Review by Carla Panciera
In her debut collection, Pelted by Flowers, Kali Lightfoot writes, “It took years to learn the language of myself.” She takes her readers along on her journey of discovery.
Lightfoot is a master of juxtaposition. Even the book’s sections are studies in contrasts: The early years of her life growing up in Michigan as a child surrounded by peers at summer camp and in her high school band, with her time spent alone in the wilderness as a ranger. A traveler whose poems transport us to Kyoto and Lesvos and the Outer Cape, and a resident of Salem, MA, who is at home amidst the “psychics, tarot card readers, aura photographers,/witches, and warlocks in robes and chains” (72).
The collection begins in childhood, where recognizable fears such thunderstorms and spiders, are page to page with the larger threat of hydrogen bombs and gamma rays, and with a personal unease the speaker can not name. In “Puberty, 1956”, the speaker loops an arm across her best friend’s shoulders during fireworks and says:
A gut-twisting sense of wrongness warred with my pleasure
of touching her body. I stayed away from her for all the next day,
rode my bike to the library, and for the first time, felt afraid of myself (12).
A classic late bloomer, the poet doesn’t come out until she is forty and newly sober. She is 77 before this, her first book, is published. But despite taking her time with life’s milestones and revelations, she is well aware that part of moving forward is facing challenges — inexplicable feelings, moments of isolation, even bears who may or may not be just outside our tent. Once this next part of the journey commences, however, the world’s essential beauty is also revealed: the moose that “splashes water/flashing with rainbows” (33), alpine flowers, arrowheads, teardrop ponds. Lightfoot is a naturalist in the best sense of the word: someone who is observant of the world around her, who allows it to center her amidst the stages of her own growth.
In fact, in “Mystery”, she acknowledges the second step of recovery: believing in a power greater than oneself. Certainly, the beauty of the natural world is one of those powers, as is a god she describes as “the right-wing guy with granite/tablets in one arm and a rifle/in the other” who has kept her “sober all these years”, though she’d hoped, instead, for “Helen Mirren looking lovely” (54-55). With sobriety comes celebration: the adoption of a grandson, the discovery of Alicia Keys, the not-guilty-at-all-pleasure of reading a lesbian romance novel on a train. The cover of this book reflects that joy — an explosion of flowers much like the ones tossed at the first gay couple to marry in the state of Maine, a historic moment she made sure to witness.
In the later sections, Lightfoot’s sense of humor is evident. In “Queer Nobility,” the speaker is walking down the street when someone shouts, “FAIRY”. Instead of expressing outrage or pain, she asks, “Do I look like a gay man/in my jeans, boots, corduroy shirt?/The construction worker from the Village People, maybe?” (73).” In “Treadmill . . .with Poetry,” she, once again, artfully weaves listening to a Jorie Graham podcast with closed captions from television screens flashing everything from a Law and Order rerun to a news release from the Chicago police about a torture video. The poem concludes:
My therapist suggested walking
on treadmills at the YMCA when it’s icy:
It’s safer and you can still listen to poetry.
Finally, she chronicles the warring forces of a world full of magic that also includes melting ice caps, assassinations at the hands of the Taliban, deadly avalanches. Despite trying to reconcile a life that includes such contrasts, Lightfoot’s speaker is philosophical. Calmly, she acknowledges that all journeys, no matter their obstacles or celebrations, have their culmination. Her perspective is one of gratitude as she states in the collection’s final stanza:
I will be as dust drifting
on a solar wind,
beyond atmosphere
and planet, untroubled and unconscious.
This much-worried, much-loved life —
atoms strewn against a galaxy of galaxies.
These are poems full of startling images and hope. In some cases, you can judge a book by its cover.
Pelted by Flowers by Kali Lightfoot
CavanKerry Press, 2021, $18 [paperback]
ISBN # 9781933880860
Carla Panciera’s collection, Bewildered, received AWP’s 2013 Grace Paley Short Fiction Award. She has also published two collections of poetry: One of the Cimalores (Cider Press) and No Day, No Dusk, No Love (Bordighera). A second collection of short stories is forthcoming from Loom Press in 2023. The recipient of a Mass Cultural Council Grant in prose, Carla is a high school English teacher from Rowley, MA.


- PROBLEM TO SOLVE
A word-for-word copy of the line containing "Lead me to fish." and every following line to the end of the data below is all the answer should hold.

- EXERCISE MATERIAL

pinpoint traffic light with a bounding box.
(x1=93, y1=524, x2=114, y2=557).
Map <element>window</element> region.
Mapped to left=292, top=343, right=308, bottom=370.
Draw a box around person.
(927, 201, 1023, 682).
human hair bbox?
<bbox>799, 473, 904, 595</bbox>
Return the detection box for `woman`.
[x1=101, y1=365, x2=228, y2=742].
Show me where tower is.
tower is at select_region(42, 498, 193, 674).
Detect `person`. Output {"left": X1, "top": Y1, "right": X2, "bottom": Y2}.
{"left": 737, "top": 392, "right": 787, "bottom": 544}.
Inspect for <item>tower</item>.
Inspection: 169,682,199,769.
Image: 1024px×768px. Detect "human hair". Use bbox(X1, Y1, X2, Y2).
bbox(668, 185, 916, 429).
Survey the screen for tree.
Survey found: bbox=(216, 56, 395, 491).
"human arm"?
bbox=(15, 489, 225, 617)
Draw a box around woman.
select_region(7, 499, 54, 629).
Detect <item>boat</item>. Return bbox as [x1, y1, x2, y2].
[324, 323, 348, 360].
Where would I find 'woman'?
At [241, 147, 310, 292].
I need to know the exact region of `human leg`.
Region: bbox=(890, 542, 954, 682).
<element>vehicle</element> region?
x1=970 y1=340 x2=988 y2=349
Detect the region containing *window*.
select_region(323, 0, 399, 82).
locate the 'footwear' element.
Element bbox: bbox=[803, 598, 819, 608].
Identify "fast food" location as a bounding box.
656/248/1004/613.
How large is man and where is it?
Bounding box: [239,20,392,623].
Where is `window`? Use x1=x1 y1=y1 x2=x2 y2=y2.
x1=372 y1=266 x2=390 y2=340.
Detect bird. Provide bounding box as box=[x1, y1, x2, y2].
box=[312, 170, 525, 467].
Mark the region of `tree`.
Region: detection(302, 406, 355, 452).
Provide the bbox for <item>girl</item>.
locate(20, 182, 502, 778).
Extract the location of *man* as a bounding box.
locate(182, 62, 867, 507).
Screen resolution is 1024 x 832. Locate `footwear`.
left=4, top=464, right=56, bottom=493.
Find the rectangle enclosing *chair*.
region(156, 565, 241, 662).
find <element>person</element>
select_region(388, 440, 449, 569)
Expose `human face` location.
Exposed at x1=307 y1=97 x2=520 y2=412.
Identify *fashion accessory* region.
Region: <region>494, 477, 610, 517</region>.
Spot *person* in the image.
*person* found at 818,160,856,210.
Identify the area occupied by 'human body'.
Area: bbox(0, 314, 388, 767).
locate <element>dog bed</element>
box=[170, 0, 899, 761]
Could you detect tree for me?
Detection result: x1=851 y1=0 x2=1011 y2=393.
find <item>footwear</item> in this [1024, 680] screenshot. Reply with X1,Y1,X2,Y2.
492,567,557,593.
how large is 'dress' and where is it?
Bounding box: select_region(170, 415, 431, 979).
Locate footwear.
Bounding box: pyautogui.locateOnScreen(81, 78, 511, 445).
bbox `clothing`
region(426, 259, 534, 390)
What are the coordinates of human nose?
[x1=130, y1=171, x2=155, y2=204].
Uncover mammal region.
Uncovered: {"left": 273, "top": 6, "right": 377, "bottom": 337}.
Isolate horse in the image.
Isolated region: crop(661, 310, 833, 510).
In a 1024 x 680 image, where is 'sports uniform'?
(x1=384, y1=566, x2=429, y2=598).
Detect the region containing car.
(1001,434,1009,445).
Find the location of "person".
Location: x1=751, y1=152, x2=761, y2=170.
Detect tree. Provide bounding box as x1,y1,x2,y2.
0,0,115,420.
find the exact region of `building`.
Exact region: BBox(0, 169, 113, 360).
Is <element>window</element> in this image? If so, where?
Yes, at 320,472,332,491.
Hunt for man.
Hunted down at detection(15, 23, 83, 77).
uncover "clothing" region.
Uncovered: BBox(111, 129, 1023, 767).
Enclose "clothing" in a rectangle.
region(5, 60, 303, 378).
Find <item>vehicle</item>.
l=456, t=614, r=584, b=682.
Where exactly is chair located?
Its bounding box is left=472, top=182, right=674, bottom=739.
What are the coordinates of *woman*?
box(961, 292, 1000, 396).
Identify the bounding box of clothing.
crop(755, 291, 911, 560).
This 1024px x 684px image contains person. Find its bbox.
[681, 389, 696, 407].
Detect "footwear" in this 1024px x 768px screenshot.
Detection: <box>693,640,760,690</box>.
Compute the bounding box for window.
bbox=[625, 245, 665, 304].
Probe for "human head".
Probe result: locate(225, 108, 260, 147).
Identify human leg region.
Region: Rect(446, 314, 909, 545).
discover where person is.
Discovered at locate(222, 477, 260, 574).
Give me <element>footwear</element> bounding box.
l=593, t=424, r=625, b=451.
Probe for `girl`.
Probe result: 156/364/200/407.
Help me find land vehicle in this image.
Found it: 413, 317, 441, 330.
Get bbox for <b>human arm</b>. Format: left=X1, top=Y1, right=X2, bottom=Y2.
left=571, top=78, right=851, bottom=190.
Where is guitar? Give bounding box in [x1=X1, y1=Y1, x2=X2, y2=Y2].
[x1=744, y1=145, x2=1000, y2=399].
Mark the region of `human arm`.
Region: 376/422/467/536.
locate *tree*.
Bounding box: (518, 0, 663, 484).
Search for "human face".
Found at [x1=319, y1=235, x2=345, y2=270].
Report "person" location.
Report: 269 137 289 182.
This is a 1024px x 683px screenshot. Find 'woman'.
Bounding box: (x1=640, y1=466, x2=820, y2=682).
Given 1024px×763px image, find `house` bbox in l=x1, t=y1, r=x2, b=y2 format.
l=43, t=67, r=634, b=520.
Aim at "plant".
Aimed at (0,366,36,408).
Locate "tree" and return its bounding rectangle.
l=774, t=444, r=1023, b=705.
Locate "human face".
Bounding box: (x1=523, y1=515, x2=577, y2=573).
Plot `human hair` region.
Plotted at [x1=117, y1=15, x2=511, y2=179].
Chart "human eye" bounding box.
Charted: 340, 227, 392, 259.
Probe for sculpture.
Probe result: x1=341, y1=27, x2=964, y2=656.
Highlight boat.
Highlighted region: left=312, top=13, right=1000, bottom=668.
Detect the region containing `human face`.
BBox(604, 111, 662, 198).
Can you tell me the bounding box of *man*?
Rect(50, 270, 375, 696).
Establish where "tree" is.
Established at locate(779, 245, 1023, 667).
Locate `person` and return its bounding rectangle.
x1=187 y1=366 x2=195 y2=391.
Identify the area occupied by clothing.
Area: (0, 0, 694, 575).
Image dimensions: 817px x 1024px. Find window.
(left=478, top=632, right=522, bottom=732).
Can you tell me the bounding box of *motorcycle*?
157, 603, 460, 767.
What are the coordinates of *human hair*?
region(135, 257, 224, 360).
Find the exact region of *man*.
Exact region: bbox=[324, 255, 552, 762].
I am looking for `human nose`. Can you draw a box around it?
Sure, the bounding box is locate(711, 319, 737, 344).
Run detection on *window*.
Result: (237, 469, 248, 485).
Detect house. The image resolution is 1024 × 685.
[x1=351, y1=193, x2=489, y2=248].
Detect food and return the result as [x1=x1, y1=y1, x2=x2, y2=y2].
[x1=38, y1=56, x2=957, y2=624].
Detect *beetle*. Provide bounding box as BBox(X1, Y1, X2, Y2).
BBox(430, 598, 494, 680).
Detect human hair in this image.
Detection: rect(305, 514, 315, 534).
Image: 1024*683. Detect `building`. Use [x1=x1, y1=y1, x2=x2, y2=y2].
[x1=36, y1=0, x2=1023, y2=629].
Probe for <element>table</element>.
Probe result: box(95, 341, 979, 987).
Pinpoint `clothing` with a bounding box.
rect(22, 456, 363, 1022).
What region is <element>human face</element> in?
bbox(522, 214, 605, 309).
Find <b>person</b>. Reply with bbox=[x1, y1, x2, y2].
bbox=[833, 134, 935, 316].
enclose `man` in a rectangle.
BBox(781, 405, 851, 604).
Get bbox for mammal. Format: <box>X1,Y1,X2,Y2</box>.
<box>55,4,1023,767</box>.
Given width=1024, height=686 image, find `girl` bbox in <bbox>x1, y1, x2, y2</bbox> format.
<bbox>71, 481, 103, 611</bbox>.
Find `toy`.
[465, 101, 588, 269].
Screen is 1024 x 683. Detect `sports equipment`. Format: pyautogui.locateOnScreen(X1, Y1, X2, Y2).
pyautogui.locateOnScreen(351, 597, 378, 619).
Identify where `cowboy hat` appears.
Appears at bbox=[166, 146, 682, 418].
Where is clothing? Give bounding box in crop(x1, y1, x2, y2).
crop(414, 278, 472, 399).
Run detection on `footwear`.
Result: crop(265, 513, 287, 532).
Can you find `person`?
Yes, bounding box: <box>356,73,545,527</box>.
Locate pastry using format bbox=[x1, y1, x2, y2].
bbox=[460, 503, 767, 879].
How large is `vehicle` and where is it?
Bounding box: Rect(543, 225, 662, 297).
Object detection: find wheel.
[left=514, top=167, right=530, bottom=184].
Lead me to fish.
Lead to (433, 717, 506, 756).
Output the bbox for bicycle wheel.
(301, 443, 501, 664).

- ANSWER TO THE EXERCISE
Lead me to fish.
Lead to (433, 717, 506, 756).
Output the bbox for bicycle wheel.
(301, 443, 501, 664).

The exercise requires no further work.